Not content with releasing one bearish note per day, Goldman has upped the ante to two (or more).
Following yesterday’s scathing attack on the ECB by Deutsche Bank, Goldman felt the urge to chime in as well parallel to the German bank’s accusations that Goldman’s former employee, Mario Draghi is set to destroy the Eurozone with his monetary lunacy, and in a note by Huw Pill, Goldman said that “as the ECB shifts from a passive, intermediation-driven form of balance sheet expansion towards a more pro-active QE-driven policy, concerns about the impact on financial stability will inevitably and rightly rise.“
Of course, Goldman couldn’t completely run over its former managing director – just imagine the Goldman-related “discovery” that a criminal probe would reveal – and so it tried to mitigate its sharp assessment, saying “yet the ultimate objective of these ‘active’ central bank balance sheet policies is to revive aggregate demand and boost nominal growth. If successful, the beneficial effects of the macroeconomic improvement on financial stability would more than outweigh the short-run and partial implications coming from incentivising greater risk-taking.”
Right. The only problem is that 8 years later, there has been no boost in aggregate demand, in fact just the opposite, not to mention a total collapse in DB stock as a result of NIRP crushing the NIM carry trade, which is why so many banks and pension funds are now furious at the ECB.
However, it wasn’t just the ECB that Goldman took issues with. In a separate note by Goldman’s HY analysts, the firm announced that it has boost its 2016 default forecast by nearly a quarter, from 17% to 21%, and now expects a substantially greater amount of debt – mostly high yield – to default this year.
Here is Goldman’s math:
After a quiet Jan/Feb, E&P bankruptcies picked up steam in late 1Q ahead of spring borrowing base redeterminations. By our math, about $30bn of par value debt has defaulted in the HY E&P space YTD, representing about a 17% default rate.
On the back of our bottom up analysis we are now raising our full year default forecast to 21% from 17% previously. Note that our numbers exclude many smaller producers without tradable debt. Including this cohort would boost total defaulted E&P debt in 2016 to about $35bn based on our analysis.
One driver of defaults exceeding our forecast in 2016 has been companies preemptively filing prior to a real liquidity crunch. As shown in the chart in the body of this report, a number of E&Ps have recently filed with substantial cash balances. Notably Linn Energy (NC) filed with $1,060mm of cash (11% of total debt balance), SandRidge with $694mm (19%) and Midstates Petroleum with $301mm (15%).
Normally, there would be a silver lining to all these bankruptcies – the one Saudi Arabia has been gunning for all along, namely the collapse in high-cost oil production. Only in this case, the wave of default, while substantial, will hardly put a dent on overall shale production, and as a result “the industry cannot bankrupt its way into a more balanced oil market.”
Despite the increase in bankruptcies, however, we continue to believe that the industry cannot bankrupt its way into a more balanced oil market. We estimate that production in the hands of bankrupt E&Ps is still just 762k boe/d, split 30%/60%/10% between oil (229k b/d)/natural gas (2.7 bcf/d)/NGLs (80k b/d). In short, we believe <3% of US oil production resides with bankrupt companies.
Furthermore, as we said several months ago, in addition to still being a relatively small quantity, production in the hands of distressed or bankrupt producers is not rolling over as quickly as some had predicted.
Using the Class of 2016 E&P bankruptcies as a proxy suggests that oil production in distressed/bankrupt E&Ps is rolling over by about 19% y/y. Extrapolating this math suggests that natural declines frombankrupt E&Ps (currently producing about 227k b/d of oil) will contribute only about an additional 43k of oil declines over the coming year to a market that we believe is oversupplied by about 1mm b/d globally. Finally, we note that natural gas production is rolling over more slowly, at a rate of about 4% y/y as of 1Q16.
The unspoken message here is that not only is Goldman now actively bearish on the stock market, and indirectly on monetary policy, it is starting to hint at rising weakness in the bond market, and reading between the lines of this report, we would not be surprised if Goldman’s commodity team were to come out in the next few weeks with a downgrade of crude, saying it has run up too far, too fast, and that the time has come to sell, especially since the ongoing default wave is doing very little to “rebalance” US shale production (i.e., put much more of it out of business), which in turn will force the Saudis to go back to square one and unleash another major oversupply impulse, sending the price of crude that much lower.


Problem to solve: Every entry below is to be copied exactly as written.

The data START

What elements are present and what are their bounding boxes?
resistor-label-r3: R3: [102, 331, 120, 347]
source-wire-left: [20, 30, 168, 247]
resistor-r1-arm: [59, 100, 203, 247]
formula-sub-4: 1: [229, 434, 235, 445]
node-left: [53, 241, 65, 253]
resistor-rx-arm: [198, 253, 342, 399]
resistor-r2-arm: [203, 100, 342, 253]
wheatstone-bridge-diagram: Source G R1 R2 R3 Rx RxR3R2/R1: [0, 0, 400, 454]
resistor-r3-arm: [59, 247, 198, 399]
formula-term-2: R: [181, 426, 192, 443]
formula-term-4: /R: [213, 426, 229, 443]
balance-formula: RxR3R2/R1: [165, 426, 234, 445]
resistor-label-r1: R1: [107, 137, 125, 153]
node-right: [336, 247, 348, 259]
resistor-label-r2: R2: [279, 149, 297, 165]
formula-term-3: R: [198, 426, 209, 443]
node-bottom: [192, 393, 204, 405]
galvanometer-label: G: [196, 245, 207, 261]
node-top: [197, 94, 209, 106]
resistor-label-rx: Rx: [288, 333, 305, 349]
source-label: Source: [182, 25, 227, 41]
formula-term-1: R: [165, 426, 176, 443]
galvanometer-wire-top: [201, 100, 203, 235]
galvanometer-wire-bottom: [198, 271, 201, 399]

The data END

Solution below:
What elements are present and what are their bounding boxes?
resistor-label-r3: R3: [102, 331, 120, 347]
source-wire-left: [20, 30, 168, 247]
resistor-r1-arm: [59, 100, 203, 247]
formula-sub-4: 1: [229, 434, 235, 445]
node-left: [53, 241, 65, 253]
resistor-rx-arm: [198, 253, 342, 399]
resistor-r2-arm: [203, 100, 342, 253]
wheatstone-bridge-diagram: Source G R1 R2 R3 Rx RxR3R2/R1: [0, 0, 400, 454]
resistor-r3-arm: [59, 247, 198, 399]
formula-term-2: R: [181, 426, 192, 443]
formula-term-4: /R: [213, 426, 229, 443]
balance-formula: RxR3R2/R1: [165, 426, 234, 445]
resistor-label-r1: R1: [107, 137, 125, 153]
node-right: [336, 247, 348, 259]
resistor-label-r2: R2: [279, 149, 297, 165]
formula-term-3: R: [198, 426, 209, 443]
node-bottom: [192, 393, 204, 405]
galvanometer-label: G: [196, 245, 207, 261]
node-top: [197, 94, 209, 106]
resistor-label-rx: Rx: [288, 333, 305, 349]
source-label: Source: [182, 25, 227, 41]
formula-term-1: R: [165, 426, 176, 443]
galvanometer-wire-top: [201, 100, 203, 235]
galvanometer-wire-bottom: [198, 271, 201, 399]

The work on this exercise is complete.